Russian writer Vladimir Alekseyevich Gilyarovsky describes the emergence of shashlik in Moscow by way of Caucasian immigrants who also sold wine. Although unsuccessful on first attempts, he notes that an operation in the 1890s based in a residential apartment gained rabid popularity in the city.

Curiously, the word shashlik is etymologically unrelated to the Caucasus; instead, it is Cossack in origin.

The nomadic military group in contact with Turkey, Russia, and the Caucasus most likely inherited the word shish (as in shish kebab) and modified it to their lingual practice.

While various skewered dishes prepared on coals were adapted to local tradition, the vessel underneath retained its form and name. And so the mangal kept moving, shifting hands through the lands of Eurasia.

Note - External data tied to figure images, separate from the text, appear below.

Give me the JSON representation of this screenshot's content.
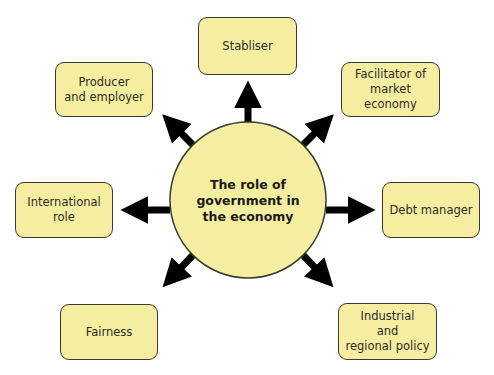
{
  "diagram": {
    "center": {
      "label": "The role of\ngovernment in\nthe economy"
    },
    "nodes": [
      {
        "id": "stabliser",
        "label": "Stabliser",
        "position": "top"
      },
      {
        "id": "producer",
        "label": "Producer\nand employer",
        "position": "top-left"
      },
      {
        "id": "facilitator",
        "label": "Facilitator of\nmarket economy",
        "position": "top-right"
      },
      {
        "id": "international",
        "label": "International\nrole",
        "position": "left"
      },
      {
        "id": "debt",
        "label": "Debt manager",
        "position": "right"
      },
      {
        "id": "fairness",
        "label": "Fairness",
        "position": "bottom-left"
      },
      {
        "id": "industrial",
        "label": "Industrial\nand\nregional policy",
        "position": "bottom-right"
      }
    ],
    "colors": {
      "fill": "#f5eea0",
      "stroke": "#3a3a2a",
      "arrow": "#000000"
    }
  }
}
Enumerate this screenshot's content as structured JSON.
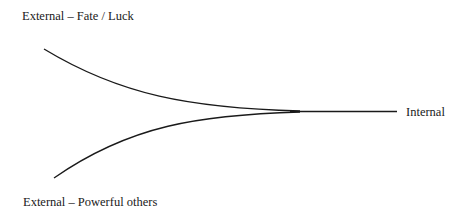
{
  "diagram": {
    "title": "",
    "labels": {
      "top_left": "External – Fate / Luck",
      "bottom_left": "External – Powerful others",
      "right": "Internal"
    },
    "curves": [
      {
        "name": "fate-luck-curve",
        "from": "External – Fate / Luck",
        "to": "Internal"
      },
      {
        "name": "powerful-others-curve",
        "from": "External – Powerful others",
        "to": "Internal"
      }
    ],
    "line_color": "#1a1a1a"
  }
}
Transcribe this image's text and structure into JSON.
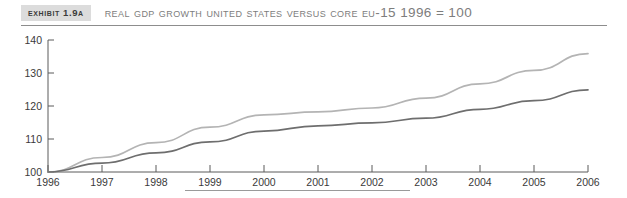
{
  "header": {
    "badge_label": "Exhibit 1.9A",
    "title": "Real GDP Growth United States versus Core EU-15 1996 = 100"
  },
  "chart_data": {
    "type": "line",
    "title": "Real GDP Growth United States versus Core EU-15 1996 = 100",
    "xlabel": "",
    "ylabel": "",
    "xlim": [
      1996,
      2006
    ],
    "ylim": [
      100,
      140
    ],
    "grid": false,
    "legend_position": "none",
    "x": [
      1996,
      1997,
      1998,
      1999,
      2000,
      2001,
      2002,
      2003,
      2004,
      2005,
      2006
    ],
    "xtick_labels": [
      "1996",
      "1997",
      "1998",
      "1999",
      "2000",
      "2001",
      "2002",
      "2003",
      "2004",
      "2005",
      "2006"
    ],
    "ytick_labels": [
      "100",
      "110",
      "120",
      "130",
      "140"
    ],
    "yticks": [
      100,
      110,
      120,
      130,
      140
    ],
    "series": [
      {
        "name": "United States",
        "color": "#b4b4b4",
        "values": [
          100.0,
          104.4,
          108.9,
          113.6,
          117.3,
          118.2,
          119.4,
          122.4,
          126.7,
          130.8,
          135.9
        ]
      },
      {
        "name": "Core EU-15",
        "color": "#6e6e6e",
        "values": [
          100.0,
          102.7,
          105.8,
          109.1,
          112.4,
          114.0,
          114.9,
          116.3,
          119.0,
          121.6,
          124.9
        ]
      }
    ]
  }
}
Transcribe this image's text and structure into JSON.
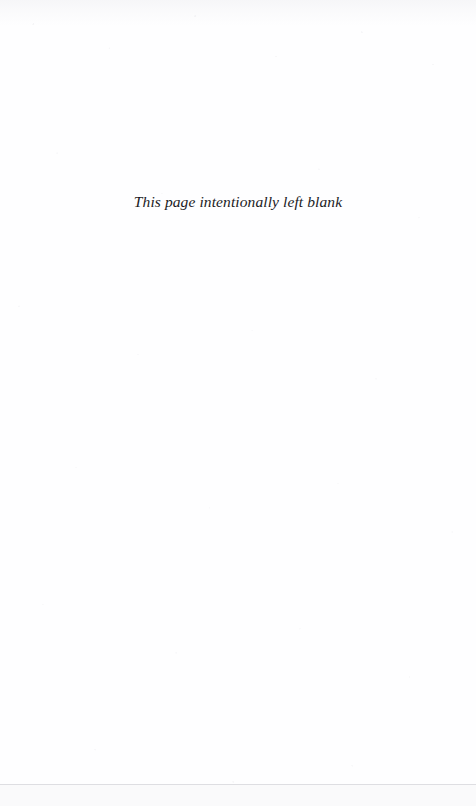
{
  "page": {
    "kind": "blank-page-notice",
    "width": 476,
    "height": 806,
    "paper_color": "#fefeff",
    "text_color": "#1b1b1e",
    "notice": "This page intentionally left blank"
  },
  "artifacts": {
    "scan_seam_color": "#969aa0",
    "top_edge_noise": "faint speckle",
    "seam_label": "scan-seam-line"
  }
}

The mangal’s diasporic spread continued into the Central Asian Republics. Popularized as far east as Beijing though Islamic Uyghur and Dungan cultures, the Chinese dish known as Chuan is remarkably similar to a Turkish kebab: cubes of lamb and cumin, slow-roasted on a slow charcoal flame. For Central Asian and Chinese Islamic culture, the mangal is less of a social focal point and more of a daily street food subsistence. The grill generated such an abundance of smoke in the Chinese capital that it was banned by local authorities.

Through all of its cultural transportations, the flavorful aroma created by the mangal is the reason for its widespread assimilation. The tinge of fire when fat drips onto the coals; the intensely hot, yet indirect flame; the plume of smoke that envelopes skewers in their own flavor.

The holes in the side of the box aerate from inside outward, adding a convective flow that slowly, uniformly cooks the meat.

Turkish and Chinese preparations of lamb with cumin optimize the richness of mangal and are the most straightforward recipes to appreciate its character. 

Lamb chunks marinated in garlic, olive oil, and cumin; skewered; and slowly roasted open up to display the most extraordinary, most intangible component of cooking on the grill.

The simple contraption, an ancient application of heat, elicits a deep-seated gastronomic satisfaction. It’s an enchantment carried, wafted, and embraced across the largest landmass in the world. A steel box that defines a social life, a street culture, and Islamic tradition as a whole.